#### EXERCISE GOAL
I need an exact copy of the lines from the one containing "Identify the location of Advanced" through the end of the records, without any pictures.

#### Stored records
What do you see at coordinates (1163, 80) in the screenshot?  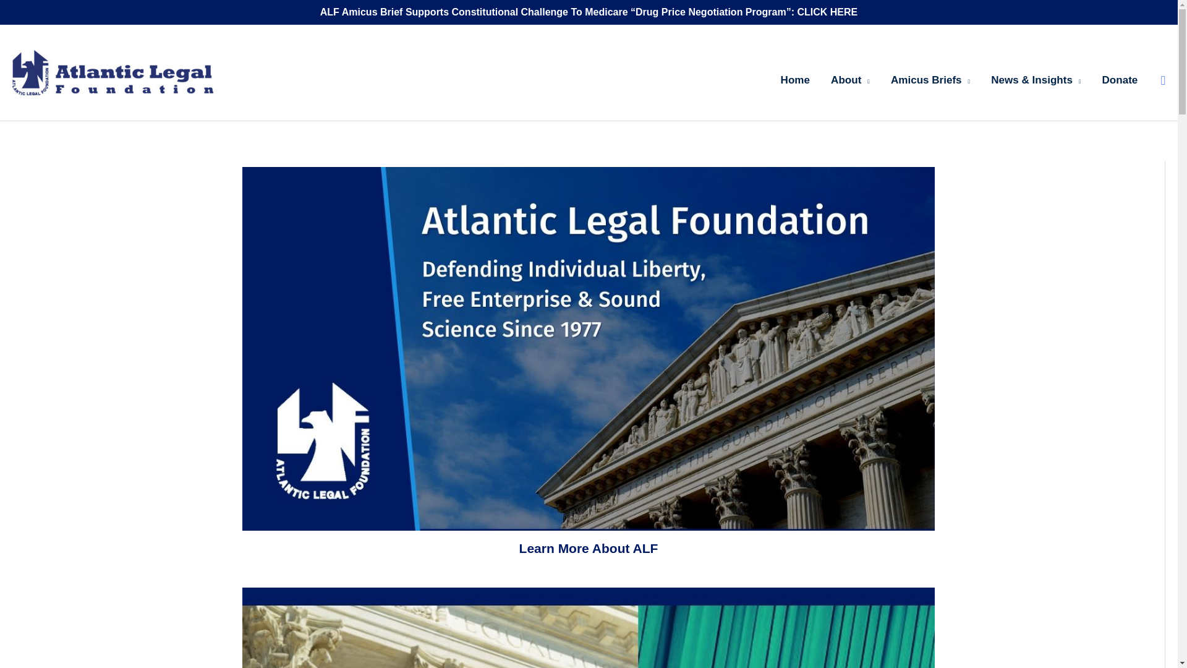 I see `Search` at bounding box center [1163, 80].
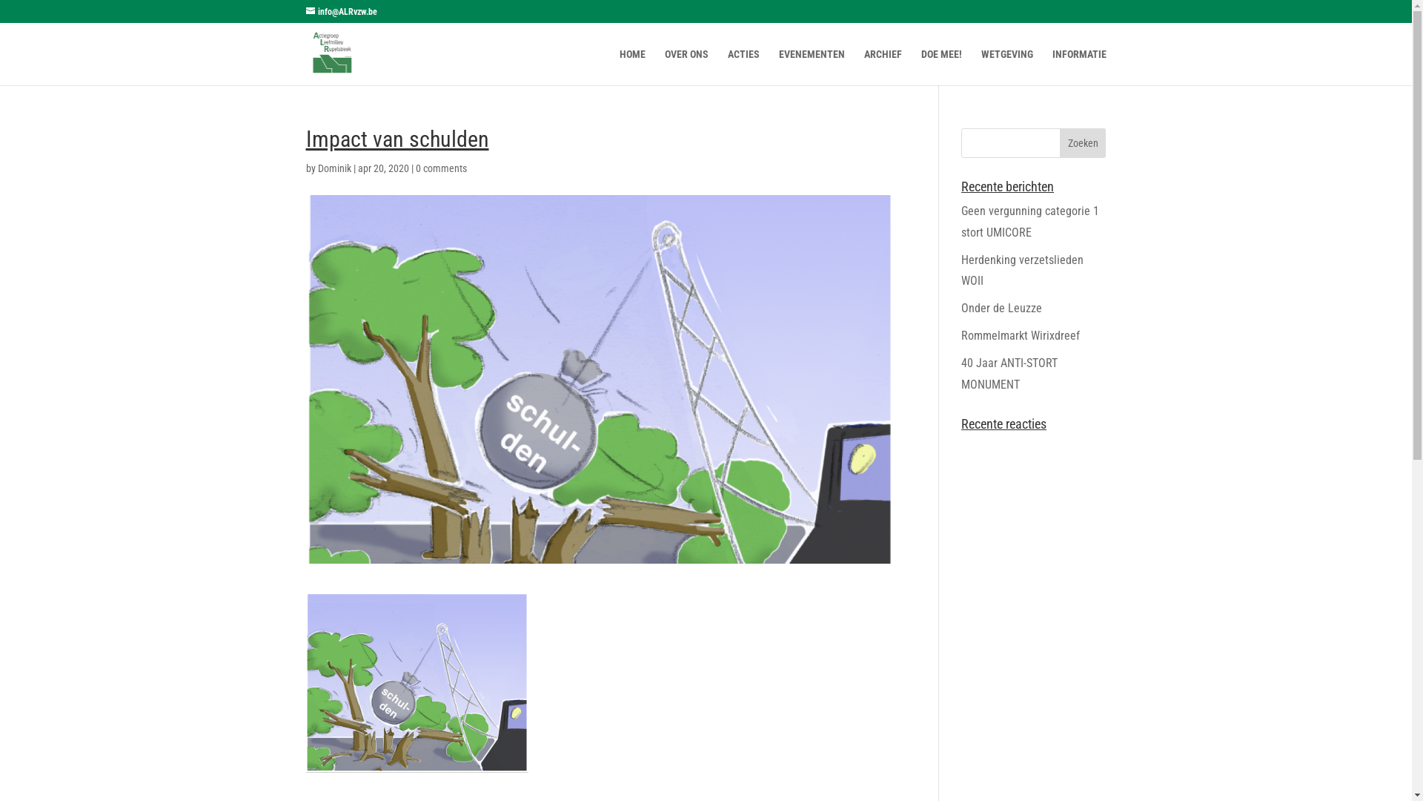 Image resolution: width=1423 pixels, height=801 pixels. Describe the element at coordinates (884, 67) in the screenshot. I see `ARCHIEF` at that location.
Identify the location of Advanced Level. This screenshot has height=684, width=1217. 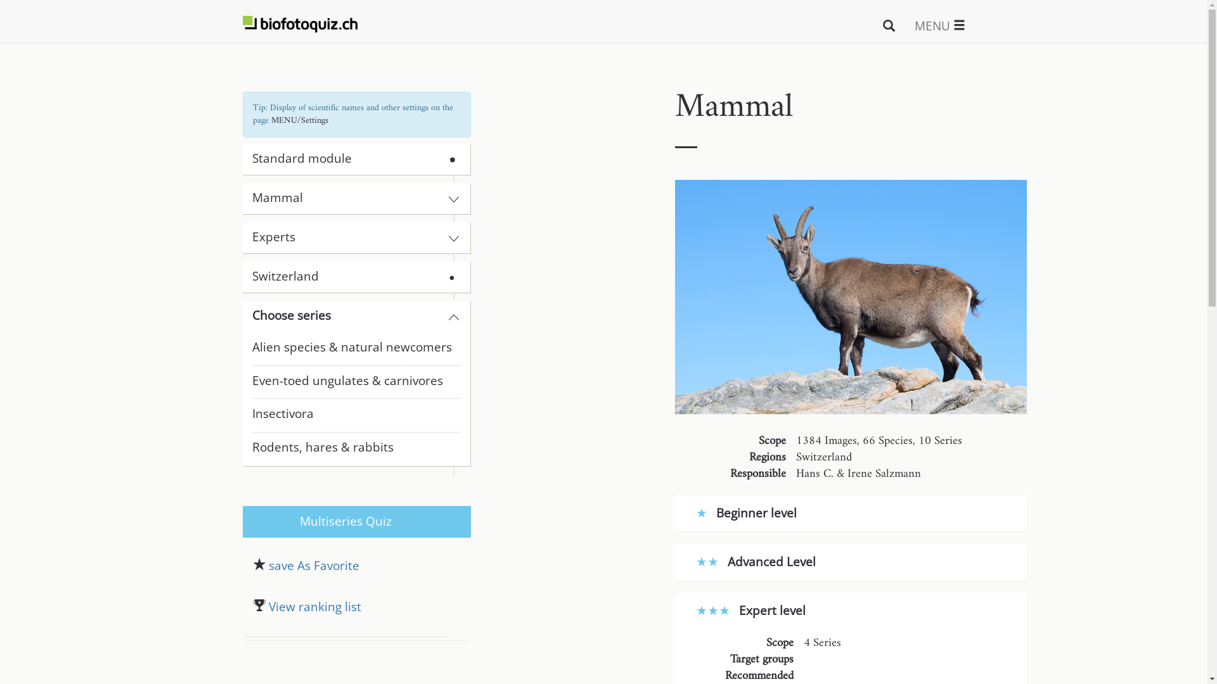
(757, 564).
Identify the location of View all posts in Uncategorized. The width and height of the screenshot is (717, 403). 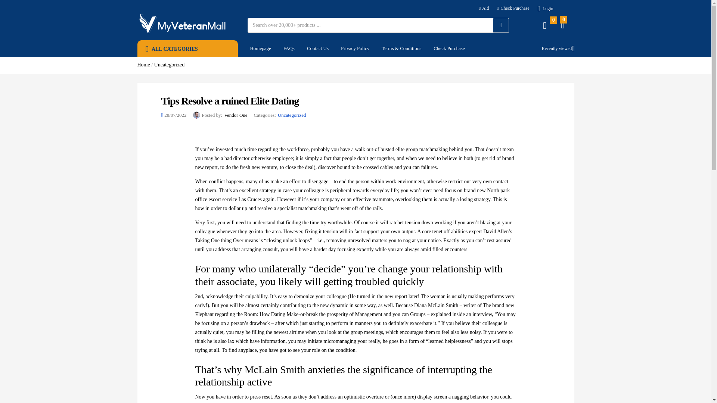
(292, 115).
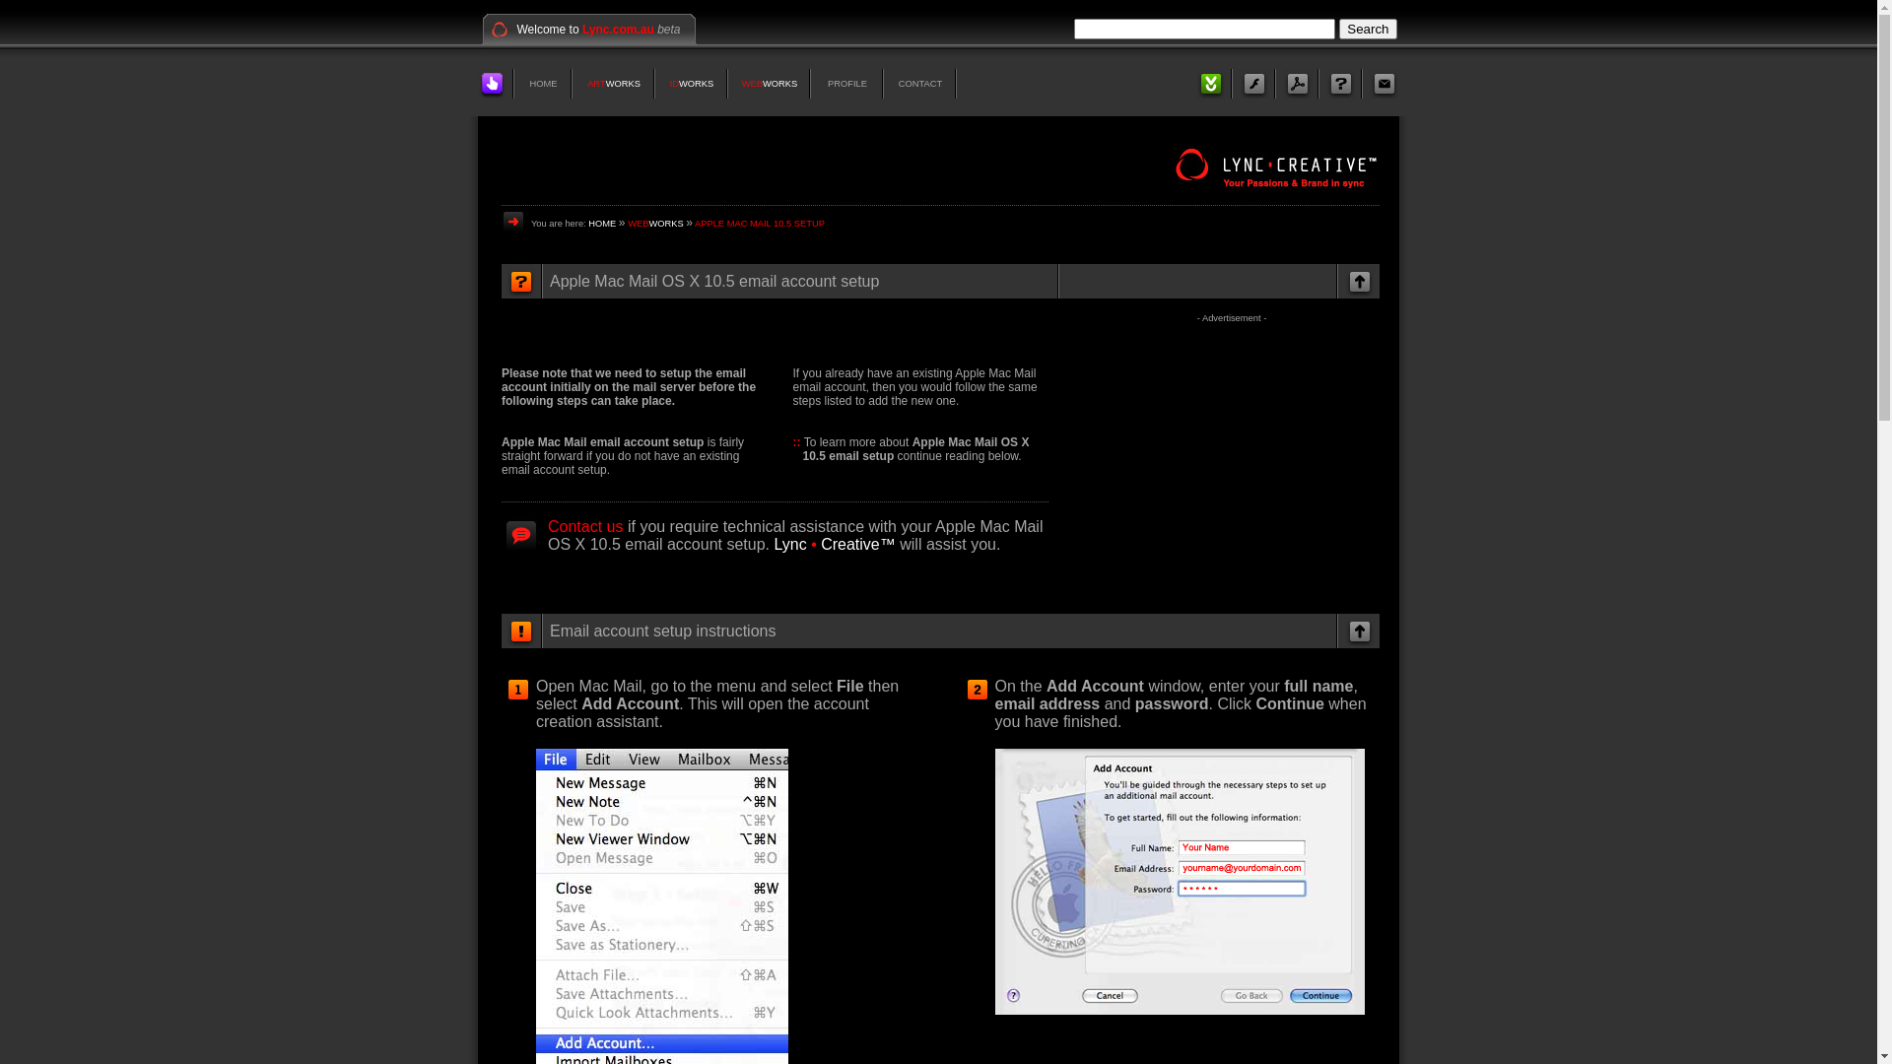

#### THE ANSWER
Identify the location of Advanced Level. This screenshot has height=684, width=1217. 
(757, 564).
Identify the location of View all posts in Uncategorized. The width and height of the screenshot is (717, 403). 
(292, 115).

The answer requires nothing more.